Four, we can’t act like this world is our home. I got a little out of shape in grad school, but I still loved hiking, so when we were in Boston we went to Acadia national park one time with some friends of ours who were hiking up the mountain at the pace of a jog, really, and I got to the top of the mountain and basically collapsed. I didn’t feel like I was going to make it down the other side. I looked at Anne-Elise and just said, Annie, I live here now, and she laughed,

But some of us in life are trying to live on the trail. We’ve forgotten we have anywhere to go at all. We’ve become very comfortable in this world with the comforts of this world, and we forget that we’re here for a purpose, on a journey toward holiness, toward a destination of his kingdom come. Anne-Elise laughed at me when I acted like I was going to live on the mountain that day, because it was a ridiculous thought. I was halfway through grad school, knew God was calling me to pastor—I couldn’t just stay on the mountain. But so many of us stop in the middle of pursuing the things God has called us to do and try to live on the path because we’re tired of the trail, and we convince ourselves that we’re happy enough here.

It’s good to wait, to take a break, but you can’t live as though this world is your home. In summary, when we ask ourselves what sort of people ought we to be when we are oriented toward his kingdom, we ought to be people who pray and work, who labor and wait, who work for the kingdom to come and pray asking for him to bring it.

And I want to close, very briefly, with this: as we labor and wait, we need to know that the Lord is not slow to fulfill his promises. The Lord is not slow to fulfill his promises. In Peter’s day, he already had to assure people that God would not wait forever. So here, now, almost 2000 years later, we need to be reminded that the Lord is not slow; his timing is perfect.

So many times this year, I’ve found reason to pray, as the apostle John does in Revelation, I know when you return you’ll bring peace and justice, so “come, Lord Jesus,” and I pray along with the psalmist, “How long, O Lord? Will you wait forever?” And this year, as in the year Peter wrote this letter, the Lord is not slow; he’s patient. He’s waiting for the right time. And when the Lord waits, he isn’t just wasting time. He’s waiting in the same way a farmer waits for the seasons to plant and to harvest. He’s waiting the same way a mother waits to give birth. He’s waiting for the fullness of time, and he won’t wait forever.
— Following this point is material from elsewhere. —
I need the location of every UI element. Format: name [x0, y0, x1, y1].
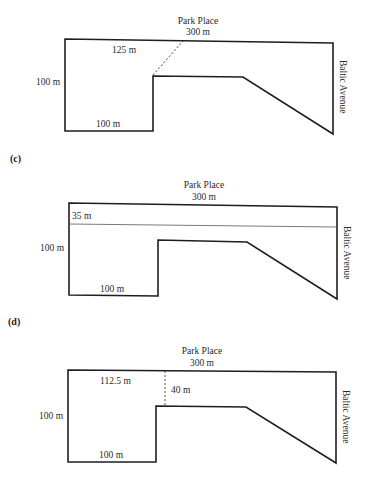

One day soon the earth and kosmos as we know it will end, and the Lord will return. My invitation to you today is toward orientation. If you’ve gotten lost, don’t just keep moving. Stop, wait, pray with me, engage in the church community, orient yourself, and when you move, move with your keystone, your destination ahead of you. And if you’ve stopped and made a makeshift home on the path, get up, keep going. You have somewhere to go. The kingdom is coming. Indeed, it’s already here. Pray with me.